Are the Grammys still relevant? | The Freeze with Tyler Mclaurin and Brian Capitao

Brian Capitao
4 min readFeb 27, 2017

2017 has been a strange year. A celebrity president. Mass protests worldwide and the ever dire state of the media.

And yet we all continue on as if nothing has changed. The status quo remains and the old guard remains as prosaic as ever. This is spectacularly felt with the withering importance of something like the Grammys.

The first indication that the old guard recording industry is out of touch? Is that they are claiming Chance the Rapper is a new artist. Sorry what? Chance has been around for like 3 years at this point. I can understand if Chance were some kind of unknown artist but he’s been featured on big projects like Because the Internet and The Life of Pablo. He’s a mainstay and not some overnight sensation that made somebody’s freshmen list.

Basically, the entire hiphop community is giving the old guard recording industry side-eye. When artists like Drake can simply not go to “the biggest night in music” and boast its irrelevance, it’s a condemnation of an industry tone-deaf to the new cultural taste makers.

Hence, it should come to no surprise that Beyonce’s album was overlooked. Hands-down, Beyonce should have won album of the year. Its cultural significance and artistic motifs gave music lovers something to believe in again.

We have seen music take a backseat in cultural importance over the last decade with the exception of a few albums — and Lemonade is certainly exceptional.

Now the grammy’s have gotten a lot better at recognizing moments in the zeitgeist. The fact that De La Soul’s And the annoynmous Nobody was even nominated for best rap album gives me hope. The fact that there were collaborative performances by Daft Punk and The Weeknd and Metallica and Lady Gaga gives me hope. The fact that A Tribe called Quest performed their message of resistance gives me hope. But it’s not enough.

Frank Ocean has been vocal about his distaste for the Grammys. He made the not-so-controversial claim that few black artists have won album of the year since he has been born. And who could blame him for bashing a stuffy institution that treats black people like second-class citizens. Just recently, as a consolation prize, the Grammys created an urban contemporary album category to give black musicians. This is subtle racism left in the vestiges of the stodgy old guard.

Will Smith famously boycotted the 1989 Grammys when he and Dj Jazzy Jeff won for best Rap Performance. Why? Because they refused to televise the event. Hmmm….What about when Macklemore won over Kendrick? Look, I liked The Heist a lot and thought Macklemore was a better overall performer when I seen both of them live at closer to the start of their careers. But to not give Kendrick best rap album for Good Kid Ma.a.d City — is criminal. Kendrick without a doubt had a better rap album.

The Grammys are not about artistic merit. They are about who sells more units — and that’s fine. Financial success matters. And yes, it matters even in the arts. But the Grammys perpetuate the insignificance of music as culture by only celebrating certain musical genres once they become inescapable. They are too slow to change.

We are losing faith in our institutions because our institutions are not following the pace of modern life. Instead, they cling to a detested hiearchy. Hierarchy has become parallel to corruption.

That’s why I welcome the post-modern age, where we eschew structural constructs, in favor of giving a voice to the underdog. Independent media. No more fiat currency. Populist politicians who are less politicans and more a new wave of performance artists.

It’s a new world. And frankly, we brought this on ourselves by being complicit with our inaction to change these institutions. And I am no better than anyone else with my complicity. We are all guilty. We let the radio erode into an unlistenable mishmash of cloying radio hits. Most of us never called in and demanded that local artists be played. Let alone gave programming directors a reason to care.

We are no longer just apathetic — we are cynical. It is our cynicism that has made modern culture devolve to the point where it is now. We just felt that utterances would fall on deaf hears, and in fact they might have but the bleakness of what we see around us is a by-product of our own cynicism. We don’t vote. We don’t speak up.

And that’s because there are real social costs to speaking up. It is a lot easier said than done. And quite frankly, that’s where I am the most complicit. I have honestly been thinking over the last year or so what have I done? What steps have I taken to make the world a better place? And If I am honest with myself, not many.

It is one thing to pay lip-service to progressive values — and another to fight for them. I don’t know what I’m going to do to fix that. For me, it takes more than just marching or signing a petition (though these things help). It means being involved — really being involved — and if you don’t like something you see going on — speaking up.

So why am I drawing a line in the sand when it comes to the Grammys? Because music is culture, and culture is political. I have no bearing on the Grammys as an individual. But as a hiphop fan who supported an artist like Drake or The Weeknd — I had some minute effect on their careers as part of a larger collective.

My hope is that people will reach out. Be it their local MP or their local radio station. Everything counts. And, we shouldn’t pray for the demolition our institutions but help in re-building them to deal with the current realities of modernity before it’s too late.

P.S: Let me know your thoughts in the comment section below.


» **EXERCISE OBJECTIVE**
The goal is an unaltered copy of the records below, minus any images.

--- START ---

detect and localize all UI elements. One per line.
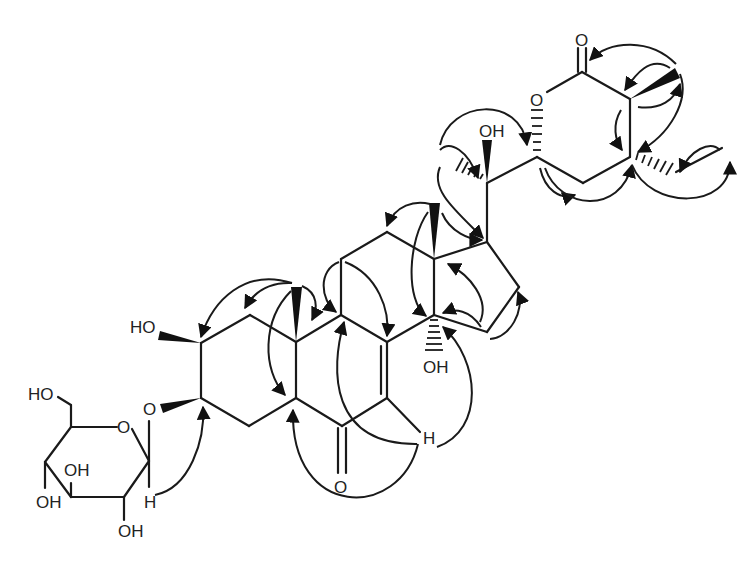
svg-text:H: H — [423, 429, 435, 448]
c3-o-glycoside: O — [143, 398, 201, 419]
methyl-wedge-c18 — [429, 203, 440, 259]
svg-text:OH: OH — [479, 122, 505, 141]
svg-text:O: O — [575, 31, 588, 50]
ring-d — [434, 242, 519, 332]
svg-text:OH: OH — [423, 358, 449, 377]
hmbc-arrows — [155, 45, 730, 498]
svg-text:O: O — [530, 91, 543, 110]
ketone-c6: O — [334, 428, 347, 497]
svg-text:OH: OH — [36, 493, 62, 512]
svg-text:O: O — [143, 400, 156, 419]
svg-text:HO: HO — [130, 318, 156, 337]
ring-a — [201, 315, 296, 426]
c7-h: H — [387, 398, 435, 448]
methyl-wedge-c19 — [291, 287, 302, 342]
svg-text:OH: OH — [118, 522, 144, 541]
lactone-ring: O O — [530, 31, 722, 183]
svg-text:HO: HO — [28, 385, 54, 404]
svg-text:O: O — [117, 418, 130, 437]
svg-text:OH: OH — [64, 461, 90, 480]
sugar-ring: HO O OH OH OH H — [28, 385, 156, 541]
hmbc-structure-diagram: O H OH HO O HO O — [0, 0, 750, 568]
svg-text:H: H — [144, 493, 156, 512]
c2-oh: HO — [130, 318, 201, 343]
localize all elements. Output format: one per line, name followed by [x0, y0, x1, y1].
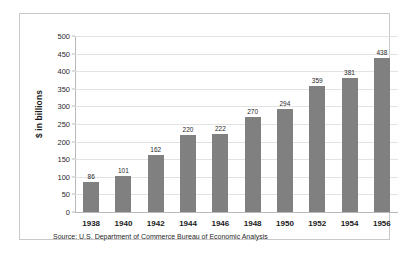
bar-value-label: 222 — [215, 125, 226, 132]
bar — [374, 58, 390, 212]
bar-value-label: 438 — [376, 49, 387, 56]
bar-value-label: 270 — [247, 108, 258, 115]
bar-value-label: 359 — [312, 77, 323, 84]
x-tick-label: 1956 — [373, 219, 391, 228]
bar — [245, 117, 261, 212]
bar-group: 3591952 — [301, 36, 333, 212]
bar-value-label: 101 — [118, 167, 129, 174]
x-tick-label: 1954 — [341, 219, 359, 228]
bar-group: 4381956 — [366, 36, 398, 212]
y-axis-title: $ in billions — [34, 69, 44, 159]
bar-value-label: 86 — [88, 173, 95, 180]
y-tick-label: 250 — [57, 120, 70, 129]
bar-group: 2941950 — [269, 36, 301, 212]
x-tick-label: 1952 — [308, 219, 326, 228]
plot-area: 050100150200250300350400450500 861938101… — [75, 36, 398, 212]
bar — [342, 78, 358, 212]
bar-value-label: 381 — [344, 69, 355, 76]
y-tick-label: 350 — [57, 84, 70, 93]
bar-group: 2221946 — [204, 36, 236, 212]
bar — [277, 109, 293, 212]
bar-group: 2201944 — [172, 36, 204, 212]
y-tick-label: 450 — [57, 49, 70, 58]
x-tick-label: 1938 — [82, 219, 100, 228]
bar — [180, 135, 196, 212]
x-tick-label: 1944 — [179, 219, 197, 228]
bar-value-label: 294 — [280, 100, 291, 107]
bar — [148, 155, 164, 212]
chart-figure: $ in billions 05010015020025030035040045… — [0, 0, 408, 256]
y-tick-label: 50 — [62, 190, 70, 199]
y-tick-label: 150 — [57, 155, 70, 164]
bar-group: 861938 — [75, 36, 107, 212]
x-tick-label: 1950 — [276, 219, 294, 228]
bar — [212, 134, 228, 212]
bar-group: 3811954 — [333, 36, 365, 212]
x-tick-label: 1942 — [147, 219, 165, 228]
x-tick-label: 1948 — [244, 219, 262, 228]
y-tick-label: 0 — [66, 208, 70, 217]
bar — [115, 176, 131, 212]
y-tick-label: 300 — [57, 102, 70, 111]
bar-group: 1011940 — [107, 36, 139, 212]
bar — [83, 182, 99, 212]
bar-group: 1621942 — [140, 36, 172, 212]
gridline — [75, 212, 398, 213]
y-tick-label: 500 — [57, 32, 70, 41]
x-tick-label: 1940 — [115, 219, 133, 228]
y-tick-label: 200 — [57, 137, 70, 146]
bar-value-label: 220 — [183, 126, 194, 133]
y-tick-label: 400 — [57, 67, 70, 76]
source-note: Source: U.S. Department of Commerce Bure… — [53, 233, 268, 240]
bar — [309, 86, 325, 212]
x-tick-label: 1946 — [211, 219, 229, 228]
chart-frame: $ in billions 05010015020025030035040045… — [19, 13, 390, 240]
bar-group: 2701948 — [237, 36, 269, 212]
y-tick-label: 100 — [57, 172, 70, 181]
bar-value-label: 162 — [150, 146, 161, 153]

--- END ---

» **PROBLEM SOLUTION**
detect and localize all UI elements. One per line.
svg-text:H: H — [423, 429, 435, 448]
c3-o-glycoside: O — [143, 398, 201, 419]
methyl-wedge-c18 — [429, 203, 440, 259]
svg-text:OH: OH — [479, 122, 505, 141]
svg-text:O: O — [575, 31, 588, 50]
ring-d — [434, 242, 519, 332]
svg-text:OH: OH — [423, 358, 449, 377]
hmbc-arrows — [155, 45, 730, 498]
svg-text:O: O — [530, 91, 543, 110]
ketone-c6: O — [334, 428, 347, 497]
svg-text:OH: OH — [36, 493, 62, 512]
svg-text:O: O — [143, 400, 156, 419]
svg-text:HO: HO — [130, 318, 156, 337]
ring-a — [201, 315, 296, 426]
c7-h: H — [387, 398, 435, 448]
methyl-wedge-c19 — [291, 287, 302, 342]
svg-text:OH: OH — [118, 522, 144, 541]
lactone-ring: O O — [530, 31, 722, 183]
svg-text:HO: HO — [28, 385, 54, 404]
svg-text:O: O — [117, 418, 130, 437]
svg-text:OH: OH — [64, 461, 90, 480]
sugar-ring: HO O OH OH OH H — [28, 385, 156, 541]
hmbc-structure-diagram: O H OH HO O HO O — [0, 0, 750, 568]
svg-text:H: H — [144, 493, 156, 512]
c2-oh: HO — [130, 318, 201, 343]
localize all elements. Output format: one per line, name followed by [x0, y0, x1, y1].
bar-value-label: 222 — [215, 125, 226, 132]
bar — [374, 58, 390, 212]
bar-value-label: 438 — [376, 49, 387, 56]
bar-value-label: 270 — [247, 108, 258, 115]
bar-value-label: 359 — [312, 77, 323, 84]
x-tick-label: 1956 — [373, 219, 391, 228]
bar — [245, 117, 261, 212]
bar-group: 3591952 — [301, 36, 333, 212]
bar-value-label: 101 — [118, 167, 129, 174]
x-tick-label: 1954 — [341, 219, 359, 228]
bar-group: 4381956 — [366, 36, 398, 212]
y-axis-title: $ in billions — [34, 69, 44, 159]
bar-value-label: 86 — [88, 173, 95, 180]
y-tick-label: 250 — [57, 120, 70, 129]
bar-group: 2941950 — [269, 36, 301, 212]
x-tick-label: 1952 — [308, 219, 326, 228]
plot-area: 050100150200250300350400450500 861938101… — [75, 36, 398, 212]
bar — [342, 78, 358, 212]
bar-value-label: 381 — [344, 69, 355, 76]
y-tick-label: 350 — [57, 84, 70, 93]
bar-group: 2221946 — [204, 36, 236, 212]
bar — [277, 109, 293, 212]
bar-group: 2201944 — [172, 36, 204, 212]
y-tick-label: 450 — [57, 49, 70, 58]
x-tick-label: 1938 — [82, 219, 100, 228]
bar — [180, 135, 196, 212]
x-tick-label: 1944 — [179, 219, 197, 228]
bar-value-label: 294 — [280, 100, 291, 107]
bar — [148, 155, 164, 212]
chart-figure: $ in billions 05010015020025030035040045… — [0, 0, 408, 256]
y-tick-label: 50 — [62, 190, 70, 199]
y-tick-label: 150 — [57, 155, 70, 164]
bar-group: 861938 — [75, 36, 107, 212]
x-tick-label: 1950 — [276, 219, 294, 228]
bar — [212, 134, 228, 212]
bar-group: 3811954 — [333, 36, 365, 212]
x-tick-label: 1942 — [147, 219, 165, 228]
x-tick-label: 1948 — [244, 219, 262, 228]
y-tick-label: 0 — [66, 208, 70, 217]
bar — [115, 176, 131, 212]
y-tick-label: 300 — [57, 102, 70, 111]
bar-group: 1011940 — [107, 36, 139, 212]
bar — [83, 182, 99, 212]
bar-group: 1621942 — [140, 36, 172, 212]
gridline — [75, 212, 398, 213]
y-tick-label: 500 — [57, 32, 70, 41]
x-tick-label: 1940 — [115, 219, 133, 228]
y-tick-label: 200 — [57, 137, 70, 146]
bar-value-label: 220 — [183, 126, 194, 133]
y-tick-label: 400 — [57, 67, 70, 76]
source-note: Source: U.S. Department of Commerce Bure… — [53, 233, 268, 240]
bar — [309, 86, 325, 212]
x-tick-label: 1946 — [211, 219, 229, 228]
chart-frame: $ in billions 05010015020025030035040045… — [19, 13, 390, 240]
bar-group: 2701948 — [237, 36, 269, 212]
y-tick-label: 100 — [57, 172, 70, 181]
bar-value-label: 162 — [150, 146, 161, 153]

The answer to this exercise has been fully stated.